50 Years of the Argo

Feature Story

50 Years of The Argo

Student newspaper chronicles Stockton, U.S. and world history.

By Laurie Melchionne '21

Staff members in the Argo newsroom
A staff photo of Argo student journalists circa 1973. | Submitted photo

 

The following feature is excerpted from "50 Years of the Argo: Stockton's Legends of Journalism" published for Stockton Stories

T he Argo hit stands for the first time on October 29, 1971, but that’s not what people called it when flipping through its pages. In fact, it didn’t have a name at all. Dan McMahon, founder and first editor-in-chief, along with his initial team, wanted to leave the naming up to the community. In a contest featured in the first issue, students were asked to submit ideas. The eventual winner, however, wasn’t a student, but Professor Demetrios Constantelos. Why out of all the other submissions did Constantelos’ nod to Greek adventurer Jason and the Argonauts perk McMahon’s attention?

It was simple, McMahon says: “I liked Greek mythology.”

But that doesn’t mean what followed was easy. In a recent interview, McMahon detailed the story of The Argo, its early days, and how his experiences at Stockton affected his career for the rest of his life. McMahon contributed a lot more to the paper (and to the college) than bequeathing its Hellenistic name.

“It was a tense atmosphere,” said McMahon, describing the relationship between administrators and students/faculty in the early days of Stockton. “It very much felt like an us against them kind of thing.”

It isn’t hard to imagine the difficulties McMahon encountered when establishing the newspaper, while at the same time maintaining it as an independent, student-run publication that received its funding from the college. In the “tense atmosphere” that McMahon describes, there were many protests and strikes that followed Stockton’s road to the Galloway campus, which was still under construction at the time the first semester rolled around in fall 1971.

Given this environment, McMahon and his friends realized that Stockton needed a medium through which students could share news with and from student voices.

He and his friends plastered flyers for their idea on the walls of the Mayflower Hotel. Did anyone want to see Stockton with its very own newspaper? Would an official publication hurry the college into becoming recognized state-wide—even nationally—by other well-known, competing schools? These questions would be answered in the meeting room of the Mayflower Hotel, where about thirty people showed up to plan.

Before the meeting, and before enrolling at Stockton College, McMahon had attended other schools, where he put his reporting skills to the test. Raised in Oaklyn, New Jersey, he went to high school at Collingswood High, where he got his feet wet at the school newspaper first as a reporter, then as a feature editor. After high school, he enlisted in the Navy during the Vietnam War, where he was stationed in Iceland as a radioman. Even overseas, the world of reporting fell easily into his lap. In the Navy, he would write messages in old type and used Morse code to put words together into sentences.

newspaper from 1971

Before the name...

newspaper from 1972

1972

newspaper from 1972

1975

newspaper from 1977

1977

newspaper from 1981

1981

newspaper from 2014

2014

digital newspaper from 2019

2019

When he returned to the U.S., the GI Bill® conveniently paid for his college education. He attended Camden County College, where he was an associate editor for their publication, Common Sense. He also worked for the Times Journal Daily, located in Vineland, New Jersey, as well as for the Press of Atlantic City, where he found a great mentor in then-editor in chief, Chuck Reynolds. Despite being a Literature major by the time he arrived at Stockton, he had made his interest in journalism abundantly clear.

This is probably why he felt compelled to see that Stockton had its own paper and that it was done right. Flash forward to that group of thirty people in the Mayflower meeting room: it was McMahon to speak first on the need for Stockton to have its own newspaper.

John Connors, one of his friends from Camden County College, had been listening in the audience when he stood up, faced the crowd, and proclaimed, “All those raise your hands who think Dan should be the editor.”

Chuckling at the memory, McMahon told me, “And everyone raised their hands.”

Read the rest of the Argo story here.

GI Bill® is a registered trademark of the U.S. Department of Veterans Affairs (VA). More information about education benefits offered by VA is available at the official U.S. government Web site at http://www.benefits.va.gov/gibill.

Listen to Laurie talk about her involvement with the Argo and its history from the radio extension of Stockton Now.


TASK STATEMENT: Go through the data line by line and count the lines that hold "government". Reply with the total only.

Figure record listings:
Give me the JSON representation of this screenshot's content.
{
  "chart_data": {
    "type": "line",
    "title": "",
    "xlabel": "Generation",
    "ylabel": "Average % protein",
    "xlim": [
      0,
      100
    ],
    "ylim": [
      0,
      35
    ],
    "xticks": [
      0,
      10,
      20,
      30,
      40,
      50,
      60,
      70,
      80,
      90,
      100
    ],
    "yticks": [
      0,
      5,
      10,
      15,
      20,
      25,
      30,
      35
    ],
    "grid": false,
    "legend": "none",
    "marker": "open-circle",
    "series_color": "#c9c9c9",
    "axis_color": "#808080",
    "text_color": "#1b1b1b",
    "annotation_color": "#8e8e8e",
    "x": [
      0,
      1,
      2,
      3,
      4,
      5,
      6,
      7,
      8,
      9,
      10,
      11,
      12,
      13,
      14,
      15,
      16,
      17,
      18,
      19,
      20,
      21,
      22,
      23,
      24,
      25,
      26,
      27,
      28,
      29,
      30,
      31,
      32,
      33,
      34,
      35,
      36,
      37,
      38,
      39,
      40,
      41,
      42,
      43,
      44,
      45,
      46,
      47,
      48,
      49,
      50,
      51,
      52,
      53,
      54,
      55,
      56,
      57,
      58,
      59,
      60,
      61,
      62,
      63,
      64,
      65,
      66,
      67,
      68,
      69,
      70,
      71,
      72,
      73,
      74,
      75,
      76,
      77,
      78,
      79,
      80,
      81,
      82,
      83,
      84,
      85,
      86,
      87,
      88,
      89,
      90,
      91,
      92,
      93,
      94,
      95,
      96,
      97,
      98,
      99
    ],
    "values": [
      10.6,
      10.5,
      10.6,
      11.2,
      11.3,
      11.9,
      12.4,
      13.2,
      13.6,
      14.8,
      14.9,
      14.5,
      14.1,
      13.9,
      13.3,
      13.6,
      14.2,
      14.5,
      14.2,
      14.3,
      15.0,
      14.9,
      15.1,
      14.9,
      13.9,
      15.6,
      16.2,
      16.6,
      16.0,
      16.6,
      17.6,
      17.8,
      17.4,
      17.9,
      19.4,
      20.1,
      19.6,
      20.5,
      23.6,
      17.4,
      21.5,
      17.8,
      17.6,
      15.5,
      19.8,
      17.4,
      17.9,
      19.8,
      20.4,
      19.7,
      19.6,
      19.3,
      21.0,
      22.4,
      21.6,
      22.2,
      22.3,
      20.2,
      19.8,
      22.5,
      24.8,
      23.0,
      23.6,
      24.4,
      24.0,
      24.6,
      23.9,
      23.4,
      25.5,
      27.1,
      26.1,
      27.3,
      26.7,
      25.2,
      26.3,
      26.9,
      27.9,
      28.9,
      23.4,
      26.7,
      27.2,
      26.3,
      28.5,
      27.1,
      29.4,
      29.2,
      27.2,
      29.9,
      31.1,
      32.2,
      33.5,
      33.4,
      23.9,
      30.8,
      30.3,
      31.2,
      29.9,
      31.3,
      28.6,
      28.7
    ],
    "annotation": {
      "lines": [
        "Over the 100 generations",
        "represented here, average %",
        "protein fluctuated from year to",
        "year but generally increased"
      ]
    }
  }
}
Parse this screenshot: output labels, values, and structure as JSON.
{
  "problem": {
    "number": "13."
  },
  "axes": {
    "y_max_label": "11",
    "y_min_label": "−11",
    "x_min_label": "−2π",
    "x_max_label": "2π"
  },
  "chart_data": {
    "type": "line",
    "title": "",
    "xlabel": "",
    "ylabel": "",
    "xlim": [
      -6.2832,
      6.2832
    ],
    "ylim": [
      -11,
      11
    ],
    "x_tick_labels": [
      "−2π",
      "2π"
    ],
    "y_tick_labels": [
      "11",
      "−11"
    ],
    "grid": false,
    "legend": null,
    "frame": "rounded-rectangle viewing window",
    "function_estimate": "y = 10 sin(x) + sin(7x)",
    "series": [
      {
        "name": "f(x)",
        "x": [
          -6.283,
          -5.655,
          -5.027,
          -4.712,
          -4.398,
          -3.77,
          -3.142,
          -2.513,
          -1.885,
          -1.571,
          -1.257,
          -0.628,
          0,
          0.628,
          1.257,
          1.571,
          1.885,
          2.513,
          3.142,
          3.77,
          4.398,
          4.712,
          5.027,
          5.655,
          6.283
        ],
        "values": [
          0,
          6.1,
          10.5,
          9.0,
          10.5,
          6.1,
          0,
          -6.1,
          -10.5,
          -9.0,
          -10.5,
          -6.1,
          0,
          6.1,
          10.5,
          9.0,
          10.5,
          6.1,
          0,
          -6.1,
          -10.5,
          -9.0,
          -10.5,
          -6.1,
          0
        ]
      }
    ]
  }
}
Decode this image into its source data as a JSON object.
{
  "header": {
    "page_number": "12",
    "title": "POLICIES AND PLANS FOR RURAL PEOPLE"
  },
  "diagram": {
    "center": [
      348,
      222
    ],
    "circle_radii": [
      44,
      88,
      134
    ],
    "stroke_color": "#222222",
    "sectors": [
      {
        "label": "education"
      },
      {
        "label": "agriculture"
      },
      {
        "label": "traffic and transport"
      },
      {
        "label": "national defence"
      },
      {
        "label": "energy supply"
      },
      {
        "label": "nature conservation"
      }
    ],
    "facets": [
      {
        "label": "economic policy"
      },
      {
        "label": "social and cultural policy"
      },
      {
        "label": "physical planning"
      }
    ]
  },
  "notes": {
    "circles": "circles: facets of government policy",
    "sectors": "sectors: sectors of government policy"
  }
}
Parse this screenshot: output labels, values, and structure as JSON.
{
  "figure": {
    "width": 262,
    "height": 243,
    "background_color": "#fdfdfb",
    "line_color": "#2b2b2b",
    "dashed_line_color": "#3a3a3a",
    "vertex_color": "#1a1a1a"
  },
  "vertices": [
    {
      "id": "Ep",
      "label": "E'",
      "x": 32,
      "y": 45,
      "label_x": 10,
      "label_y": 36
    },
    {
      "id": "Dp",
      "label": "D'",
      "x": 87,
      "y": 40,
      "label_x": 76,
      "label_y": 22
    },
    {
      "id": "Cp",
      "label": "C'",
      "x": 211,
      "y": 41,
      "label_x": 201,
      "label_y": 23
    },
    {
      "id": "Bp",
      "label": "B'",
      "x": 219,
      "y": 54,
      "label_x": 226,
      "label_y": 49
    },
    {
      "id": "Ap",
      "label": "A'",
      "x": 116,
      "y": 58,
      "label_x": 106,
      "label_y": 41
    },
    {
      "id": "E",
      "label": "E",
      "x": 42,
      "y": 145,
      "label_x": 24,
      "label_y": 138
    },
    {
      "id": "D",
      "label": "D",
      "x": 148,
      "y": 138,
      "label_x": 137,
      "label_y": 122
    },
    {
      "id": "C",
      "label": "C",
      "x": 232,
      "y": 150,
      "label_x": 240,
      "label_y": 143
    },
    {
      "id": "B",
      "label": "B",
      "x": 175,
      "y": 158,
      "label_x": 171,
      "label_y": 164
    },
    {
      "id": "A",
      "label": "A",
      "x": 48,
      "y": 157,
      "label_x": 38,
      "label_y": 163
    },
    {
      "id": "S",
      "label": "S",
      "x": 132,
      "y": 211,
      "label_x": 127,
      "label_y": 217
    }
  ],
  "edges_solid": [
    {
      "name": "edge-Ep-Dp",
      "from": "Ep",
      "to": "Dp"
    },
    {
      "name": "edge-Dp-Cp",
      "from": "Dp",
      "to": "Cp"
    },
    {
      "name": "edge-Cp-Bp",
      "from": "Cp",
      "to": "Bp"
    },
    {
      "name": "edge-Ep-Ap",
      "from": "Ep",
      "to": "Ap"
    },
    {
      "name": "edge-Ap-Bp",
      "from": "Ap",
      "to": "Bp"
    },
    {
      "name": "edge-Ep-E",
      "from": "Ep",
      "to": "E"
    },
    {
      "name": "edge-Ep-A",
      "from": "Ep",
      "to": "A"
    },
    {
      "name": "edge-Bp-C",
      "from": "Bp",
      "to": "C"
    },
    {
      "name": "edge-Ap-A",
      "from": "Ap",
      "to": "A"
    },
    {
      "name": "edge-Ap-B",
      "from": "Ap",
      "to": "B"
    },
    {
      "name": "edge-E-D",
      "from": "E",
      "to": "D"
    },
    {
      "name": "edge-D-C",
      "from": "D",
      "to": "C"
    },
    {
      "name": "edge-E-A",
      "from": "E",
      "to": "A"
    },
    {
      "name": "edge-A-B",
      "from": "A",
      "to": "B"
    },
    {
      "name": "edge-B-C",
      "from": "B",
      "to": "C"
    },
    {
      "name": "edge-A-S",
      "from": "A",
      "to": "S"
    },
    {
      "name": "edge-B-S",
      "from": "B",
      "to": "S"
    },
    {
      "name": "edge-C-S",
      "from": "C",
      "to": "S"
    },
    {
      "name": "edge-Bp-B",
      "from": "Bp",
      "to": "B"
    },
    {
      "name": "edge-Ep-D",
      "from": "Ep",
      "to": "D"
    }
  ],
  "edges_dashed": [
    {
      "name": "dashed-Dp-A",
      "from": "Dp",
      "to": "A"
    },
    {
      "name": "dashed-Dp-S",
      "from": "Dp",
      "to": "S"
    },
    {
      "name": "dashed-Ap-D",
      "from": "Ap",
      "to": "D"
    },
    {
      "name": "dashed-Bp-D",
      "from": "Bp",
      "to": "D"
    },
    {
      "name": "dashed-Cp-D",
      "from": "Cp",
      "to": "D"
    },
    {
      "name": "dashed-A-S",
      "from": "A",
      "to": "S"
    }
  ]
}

SOLVED EXERCISE: 2